The same held true for “painfully Jewish” works produced by several generations of refugees. Among those who had arrived before 1933, Alexander Godin was pegged as “a profoundly serious Jew with bitter memories,” “monotonously tragic and so completely unrelieved by anything humorous.” His peer Florence Lipkin was derided for her “typical Jewish-Socialist novel.” Ruth Levine’s fictionalized pogrom reminiscence, “Machine-Gun Lullaby,” appeared “colorful” and “sharply drawn,” but in the end, “quite tedious.” “The scenes of the Jewish family,” the rejection snubbed, “are much better as they sit in darkness waiting for the looters to break down the shutters.”

Among the Holocaust memoirs, a 15-year-old French Jewish boy’s account of his family’s flight across the Pyrenees was hailed as “extraordinary,” with shattering details of a concentration camp and a grandfather’s suicide. “It would be a great pity if this Human Document were lost,” an editor noted before concluding, cruelly, that the book “doesn’t gain any sales appeal from the age of the writer; you don’t think about his age.” Lost it would be.

Trying to capture rejected authorship by race, ethnicity, gender, age or class, is a challenge. The records are scattered. Some are uncataloged or incomplete for reasons that not even archivists can explain. Some holdings are listed only on paper. The frequently used records of the published white men — such as Winston S. Churchill, in Houghton Mifflin’s case — have greater stature and higher priority.

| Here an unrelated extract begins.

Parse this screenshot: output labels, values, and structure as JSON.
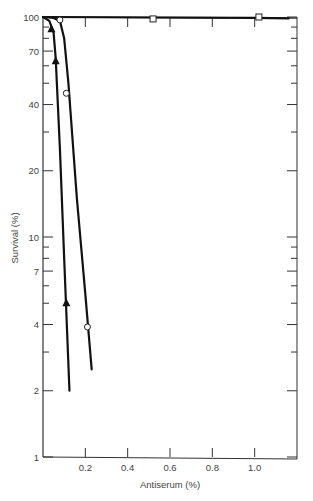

As in the case of National Geographic and the New York Times, righting the book industry’s discriminatory wrongs will take more than piecemeal apologies on behalf of individual presses. The Association of American Publishers ought to insist on across-the-board scrutiny of the big publishers’ pasts. It must establish that sensitivity readers, hired to identify offensive cliches, work to respond to the racist legacy and are not “diversity hires” or, worse, censors.

To recapture the voices of the unpublished (and integrate them into the history of American literature), publishers must fund the study and digitization of corporate records via the archives and foundations that would safeguard the researchers’ independence. Archives must collaborate on collating the records into more accessible and searchable formats. A digital database capturing the rejected authors’ names and information through optical character recognition software is an important long-term goal. Posthumous publication of at least some minority writers rejected without a reason would be desirable whenever possible.

In addition, white readers must give their book-buying habits a cold, hard look. After all, it is this audience’s tastes that the editors struggled to anticipate. We, too, are part of the problem.